Originally posted on eurorscgpr.com.
A little over a year ago, I was arguing that Illinois was the new trend capital. Trendspotters like me had looked at New York and L.A. to death, and the time had come to look at the Midwest. Illinois is, after all, the state that gave us Oprah and Obama. Its residents ranked high in donating to charities and embracing family values—and political vice (most notably, Blagojevich). It was the yin and yang of America, all concentrated in the heart of the country.
Now that center of gravity is shifting eastward. Connecticut is becoming the new Illinois. I explained why Connecticut would sit in the middle of the political universe on the Fox 61 “Morning Show” in Hartford earlier this month: My home state has a trifecta of high-profile political races on the horizon. Or, as the Stamford Advocate warned last week, it’s time to brace ourselves for a wild year of “noisy campaigning and public bickering.”
Democratic Senator Christopher Dodd’s departure after 30 years when facing record-low poll numbers sets the stage for a big Senate race this fall. In turn, longtime Attorney General Richard Blumenthal has announced his intention to run for Dodd’s seat, putting the AG spot up for grabs. Republican Governor M. Jodi Rell has also announced she’s retiring, creating a free-for-all among more than a dozen candidates on both sides.
As I read in the Hartford Courant, this is the first year since 1946 that Connecticut’s gubernatorial and senatorial candidates include no incumbents. “Pent-up ambition” is an understatement. After years of being a “blue” state with a “red” governor, Connecticut’s political colors could change. People far west of the Hudson River are watching.
And the state’s rise isn’t a one-year deal. Our political lightning rod, Senator Joe Lieberman, is up for reelection in 2012, and you can bet that will be an ugly, and closely watched, race. I suspect it will be a three-way contest that’s really a referendum on how people feel about President Obama. We already saw something similar in the Stamford mayoral race, which I think had nothing to do with the candidates and everything to do with people turning the change message against the Obama administration.

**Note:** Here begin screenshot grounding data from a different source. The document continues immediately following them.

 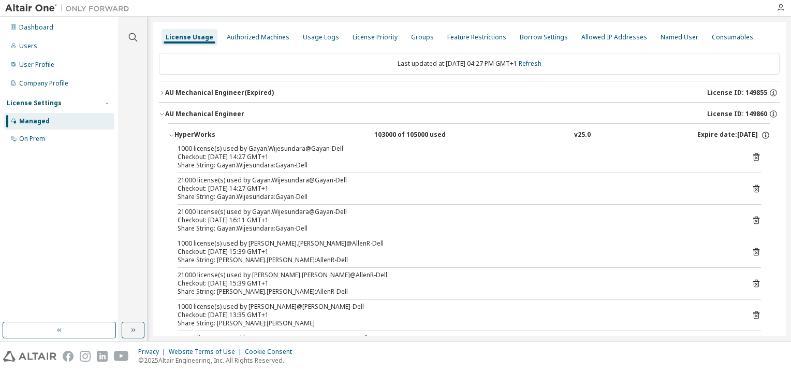 What do you see at coordinates (614, 37) in the screenshot?
I see `div: Allowed IP Addresses` at bounding box center [614, 37].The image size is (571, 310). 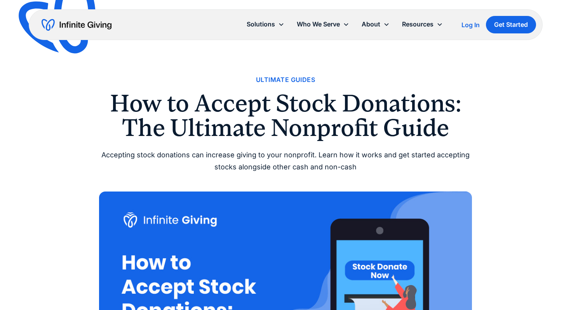 I want to click on a: Ultimate Guides, so click(x=286, y=80).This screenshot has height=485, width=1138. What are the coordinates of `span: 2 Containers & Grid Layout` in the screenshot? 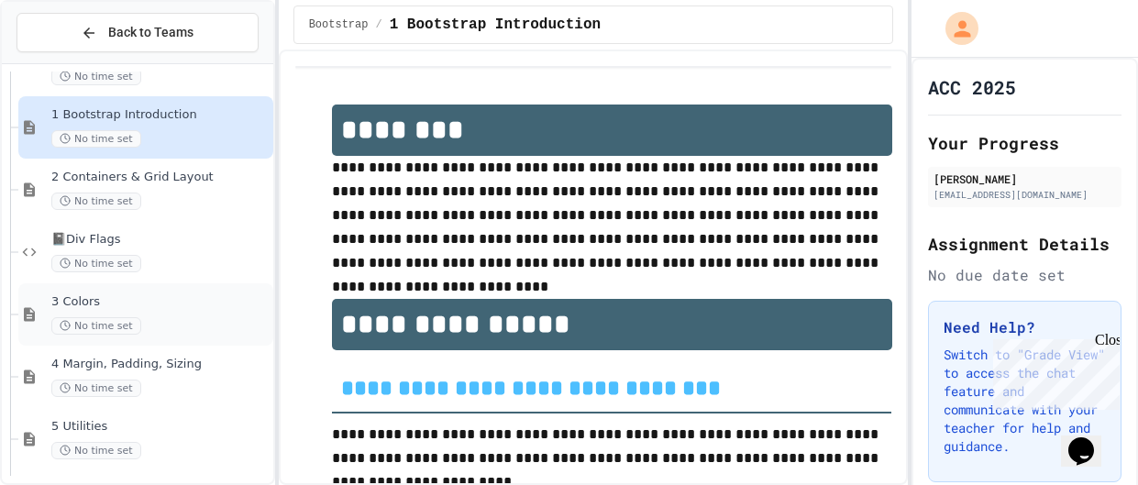 It's located at (160, 177).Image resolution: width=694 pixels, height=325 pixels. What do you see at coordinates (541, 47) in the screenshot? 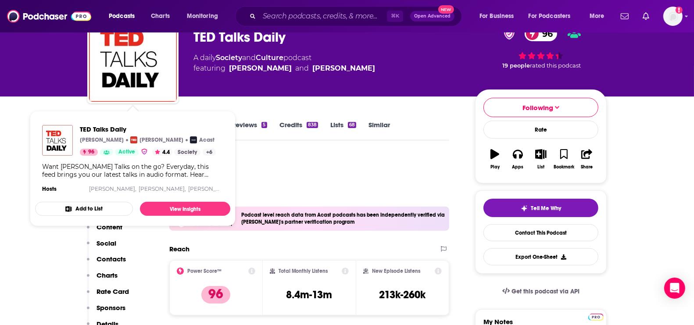
I see `div: verified Badge96 19 peoplerated this podcast` at bounding box center [541, 47].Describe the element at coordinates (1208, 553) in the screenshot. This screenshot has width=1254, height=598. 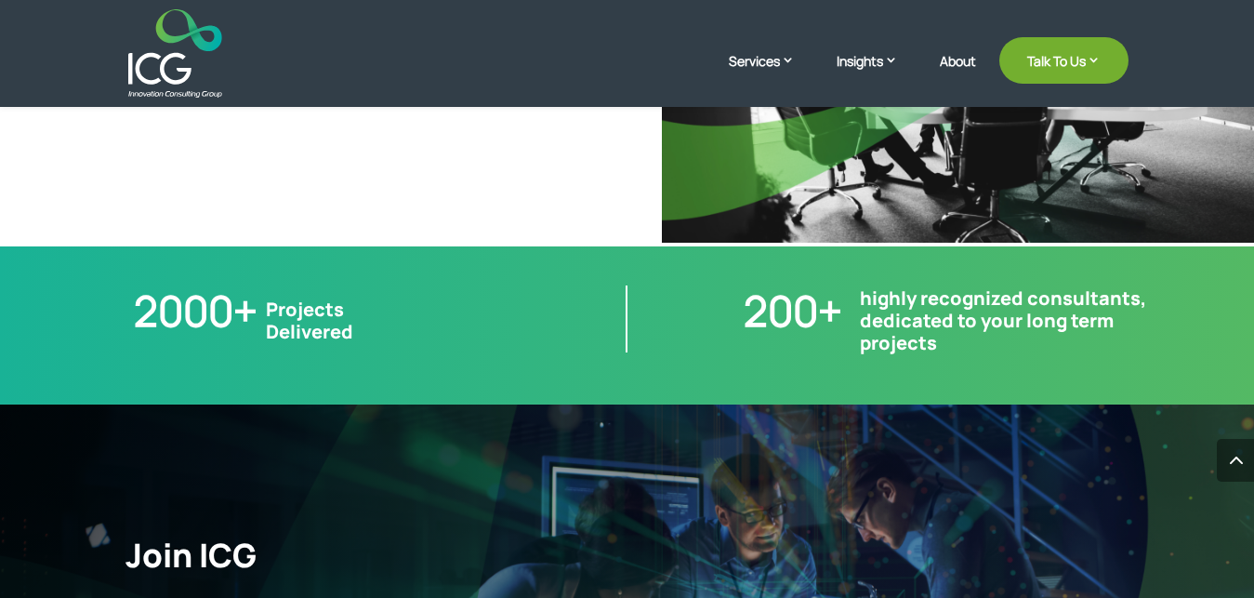
I see `div: Chat Widget` at that location.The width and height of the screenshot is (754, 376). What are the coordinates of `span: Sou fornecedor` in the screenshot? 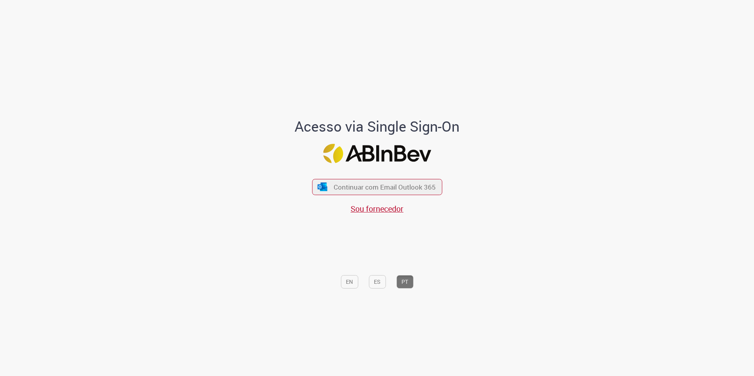 It's located at (377, 209).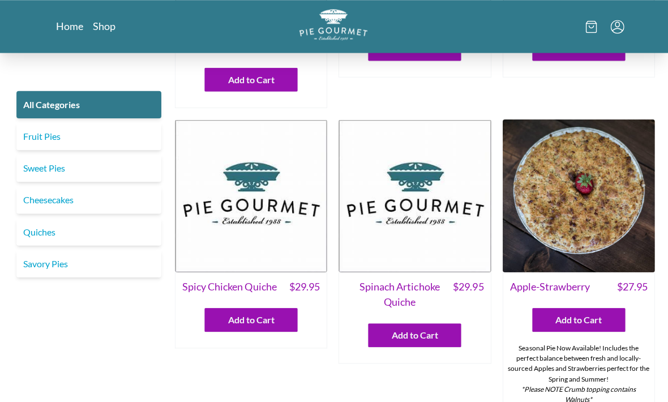 The height and width of the screenshot is (402, 668). Describe the element at coordinates (334, 26) in the screenshot. I see `a: Logo` at that location.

This will train a lot of national spotlights here and give local media enormous pull. We’ll see new candidates rise, and maybe even the most famous name in American politics. People are already speculating about Ted Kennedy Jr.’s possible entry into the 2012 race. He told the AP last fall that he had thought of running for office, and all we know what that means: Connecticut could soon give the country a new Senator Kennedy.
In the meantime, the political realm isn’t the only area in which Connecticut is at the center of trends. Our real estate market remains stubbornly depressed. The most e-mailed article in the Stamford Advocate over the weekend explained the steep dip in housing prices across the state in 2009. The numbers from Bridgeport are less bad than previous years (“less bad” being the new “good”), suggesting maybe the worst is over for the blue-collar communities that first suffered the brunt of the financial crisis. But the declines in wealthy towns such as Greenwich and New Canaan were more than 13 percent, as the Wall Streeters who live in them face their own overleverage and come to terms the new normal—no Bear Sterns or Lehman Brothers, job security or guaranteed cash bonuses.
And then there’s this: A study by University of Warwick in the U.K. and Hamilton College in the U.S. ranked the happiness of people in all 50 states and the District of Columbia. Connecticut came in second to last, which the researchers attributed to congestion, high housing prices (still) and bad air quality. Another hypothesis: Money doesn’t buy happiness, something the past year has forced a lot of people to figure out.